> [AIM OF THE TASK]: Go to the line below containing "Image resolution: width=980" and print exactly from there through the line containing "Task: Click on the 24V", both included. Print nothing else.

---------- RECORDED DATA ----------

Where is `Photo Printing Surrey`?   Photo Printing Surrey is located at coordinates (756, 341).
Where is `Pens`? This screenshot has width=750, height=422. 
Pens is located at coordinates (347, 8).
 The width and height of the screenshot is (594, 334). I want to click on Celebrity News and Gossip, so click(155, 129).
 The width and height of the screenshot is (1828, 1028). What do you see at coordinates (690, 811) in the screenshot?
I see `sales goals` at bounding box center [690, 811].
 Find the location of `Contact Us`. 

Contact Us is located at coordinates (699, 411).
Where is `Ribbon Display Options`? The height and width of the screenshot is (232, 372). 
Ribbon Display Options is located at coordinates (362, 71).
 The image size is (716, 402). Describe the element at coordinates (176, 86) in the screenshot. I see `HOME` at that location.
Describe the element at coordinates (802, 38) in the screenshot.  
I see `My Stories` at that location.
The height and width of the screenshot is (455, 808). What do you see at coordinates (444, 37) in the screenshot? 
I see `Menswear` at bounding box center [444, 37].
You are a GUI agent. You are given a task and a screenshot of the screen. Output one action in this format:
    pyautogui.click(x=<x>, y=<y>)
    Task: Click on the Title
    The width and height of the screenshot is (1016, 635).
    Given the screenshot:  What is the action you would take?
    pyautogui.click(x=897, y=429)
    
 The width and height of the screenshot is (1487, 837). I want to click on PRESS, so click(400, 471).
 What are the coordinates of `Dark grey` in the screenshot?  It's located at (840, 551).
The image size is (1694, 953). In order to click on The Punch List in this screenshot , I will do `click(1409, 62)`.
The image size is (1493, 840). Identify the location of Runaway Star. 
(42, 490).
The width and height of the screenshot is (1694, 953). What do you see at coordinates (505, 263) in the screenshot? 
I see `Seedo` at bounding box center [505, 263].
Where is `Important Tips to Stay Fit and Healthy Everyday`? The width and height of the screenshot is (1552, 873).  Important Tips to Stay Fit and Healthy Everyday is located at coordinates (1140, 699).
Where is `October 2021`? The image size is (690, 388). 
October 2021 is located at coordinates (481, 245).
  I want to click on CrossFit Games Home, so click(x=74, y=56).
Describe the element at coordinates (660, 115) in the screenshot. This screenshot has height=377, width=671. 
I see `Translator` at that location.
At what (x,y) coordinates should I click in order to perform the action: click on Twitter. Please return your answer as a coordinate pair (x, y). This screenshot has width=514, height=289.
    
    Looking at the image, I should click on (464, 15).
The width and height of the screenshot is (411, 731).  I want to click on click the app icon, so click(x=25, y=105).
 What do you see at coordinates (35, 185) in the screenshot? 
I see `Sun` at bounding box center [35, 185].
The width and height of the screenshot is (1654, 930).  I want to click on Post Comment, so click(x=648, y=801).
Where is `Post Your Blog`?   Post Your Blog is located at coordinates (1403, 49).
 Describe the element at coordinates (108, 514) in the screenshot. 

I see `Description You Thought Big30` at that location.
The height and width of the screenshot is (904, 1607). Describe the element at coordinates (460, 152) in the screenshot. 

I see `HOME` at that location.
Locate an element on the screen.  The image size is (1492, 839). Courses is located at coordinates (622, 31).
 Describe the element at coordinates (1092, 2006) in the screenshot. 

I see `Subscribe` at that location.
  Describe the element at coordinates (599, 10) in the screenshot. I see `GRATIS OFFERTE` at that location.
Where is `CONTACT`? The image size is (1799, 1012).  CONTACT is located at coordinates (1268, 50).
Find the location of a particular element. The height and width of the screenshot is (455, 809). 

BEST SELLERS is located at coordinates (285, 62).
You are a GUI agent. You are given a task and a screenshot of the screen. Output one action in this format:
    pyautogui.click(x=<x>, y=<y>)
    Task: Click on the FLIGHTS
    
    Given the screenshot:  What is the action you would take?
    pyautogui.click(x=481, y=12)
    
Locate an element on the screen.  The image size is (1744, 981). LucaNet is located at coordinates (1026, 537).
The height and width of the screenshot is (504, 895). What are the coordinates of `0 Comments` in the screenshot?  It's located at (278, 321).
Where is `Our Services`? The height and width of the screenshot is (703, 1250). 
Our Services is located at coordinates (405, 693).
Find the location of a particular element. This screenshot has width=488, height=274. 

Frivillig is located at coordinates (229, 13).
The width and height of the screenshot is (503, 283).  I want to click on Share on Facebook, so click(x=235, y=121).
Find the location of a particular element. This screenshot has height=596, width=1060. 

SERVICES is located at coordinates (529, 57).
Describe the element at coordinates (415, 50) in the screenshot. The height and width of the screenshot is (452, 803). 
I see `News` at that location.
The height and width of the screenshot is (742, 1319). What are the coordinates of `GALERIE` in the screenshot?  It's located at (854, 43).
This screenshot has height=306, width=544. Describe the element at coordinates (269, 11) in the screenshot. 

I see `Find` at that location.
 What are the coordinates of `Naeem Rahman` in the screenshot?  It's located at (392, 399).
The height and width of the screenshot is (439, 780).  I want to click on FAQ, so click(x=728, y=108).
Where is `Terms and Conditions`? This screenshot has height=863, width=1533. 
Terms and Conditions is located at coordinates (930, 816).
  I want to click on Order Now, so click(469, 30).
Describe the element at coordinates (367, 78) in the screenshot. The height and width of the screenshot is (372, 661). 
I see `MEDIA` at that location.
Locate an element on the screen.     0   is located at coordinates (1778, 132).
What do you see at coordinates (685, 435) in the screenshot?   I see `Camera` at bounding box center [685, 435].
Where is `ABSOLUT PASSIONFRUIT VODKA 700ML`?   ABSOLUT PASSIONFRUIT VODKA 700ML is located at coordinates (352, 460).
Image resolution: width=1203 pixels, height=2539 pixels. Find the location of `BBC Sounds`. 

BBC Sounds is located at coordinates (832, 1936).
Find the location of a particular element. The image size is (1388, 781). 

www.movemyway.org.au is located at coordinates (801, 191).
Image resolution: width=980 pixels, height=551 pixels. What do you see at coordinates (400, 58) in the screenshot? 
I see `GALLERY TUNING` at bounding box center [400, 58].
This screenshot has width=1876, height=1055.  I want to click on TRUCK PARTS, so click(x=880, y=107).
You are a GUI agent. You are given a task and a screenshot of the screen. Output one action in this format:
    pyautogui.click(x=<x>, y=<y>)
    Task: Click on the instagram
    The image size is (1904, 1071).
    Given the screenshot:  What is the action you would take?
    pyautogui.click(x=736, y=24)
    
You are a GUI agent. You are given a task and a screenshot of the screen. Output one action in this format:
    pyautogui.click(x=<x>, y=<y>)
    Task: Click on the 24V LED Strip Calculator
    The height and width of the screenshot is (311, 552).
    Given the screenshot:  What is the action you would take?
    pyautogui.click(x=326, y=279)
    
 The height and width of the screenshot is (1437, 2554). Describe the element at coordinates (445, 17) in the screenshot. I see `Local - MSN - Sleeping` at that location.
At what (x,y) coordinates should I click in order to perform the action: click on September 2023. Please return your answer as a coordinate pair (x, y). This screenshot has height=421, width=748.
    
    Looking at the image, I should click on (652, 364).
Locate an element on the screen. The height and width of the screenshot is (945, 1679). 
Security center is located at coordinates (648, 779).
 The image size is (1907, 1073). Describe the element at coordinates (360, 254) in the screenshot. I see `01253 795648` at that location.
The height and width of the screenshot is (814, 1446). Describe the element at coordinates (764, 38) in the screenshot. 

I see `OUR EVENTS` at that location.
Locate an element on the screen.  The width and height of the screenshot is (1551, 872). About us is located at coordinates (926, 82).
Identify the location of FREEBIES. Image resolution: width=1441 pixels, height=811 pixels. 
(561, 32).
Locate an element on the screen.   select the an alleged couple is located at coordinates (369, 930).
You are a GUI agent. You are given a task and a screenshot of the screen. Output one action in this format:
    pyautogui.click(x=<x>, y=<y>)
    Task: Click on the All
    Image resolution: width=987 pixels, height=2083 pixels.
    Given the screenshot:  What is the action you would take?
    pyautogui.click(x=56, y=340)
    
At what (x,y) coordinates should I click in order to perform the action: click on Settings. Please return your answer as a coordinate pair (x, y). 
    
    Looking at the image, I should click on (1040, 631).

----------

> [ANSWER SPACE]:
Image resolution: width=980 pixels, height=551 pixels. What do you see at coordinates (400, 58) in the screenshot? 
I see `GALLERY TUNING` at bounding box center [400, 58].
This screenshot has width=1876, height=1055.  I want to click on TRUCK PARTS, so click(x=880, y=107).
You are a GUI agent. You are given a task and a screenshot of the screen. Output one action in this format:
    pyautogui.click(x=<x>, y=<y>)
    Task: Click on the instagram
    The image size is (1904, 1071).
    Given the screenshot:  What is the action you would take?
    pyautogui.click(x=736, y=24)
    
You are a GUI agent. You are given a task and a screenshot of the screen. Output one action in this format:
    pyautogui.click(x=<x>, y=<y>)
    Task: Click on the 24V LED Strip Calculator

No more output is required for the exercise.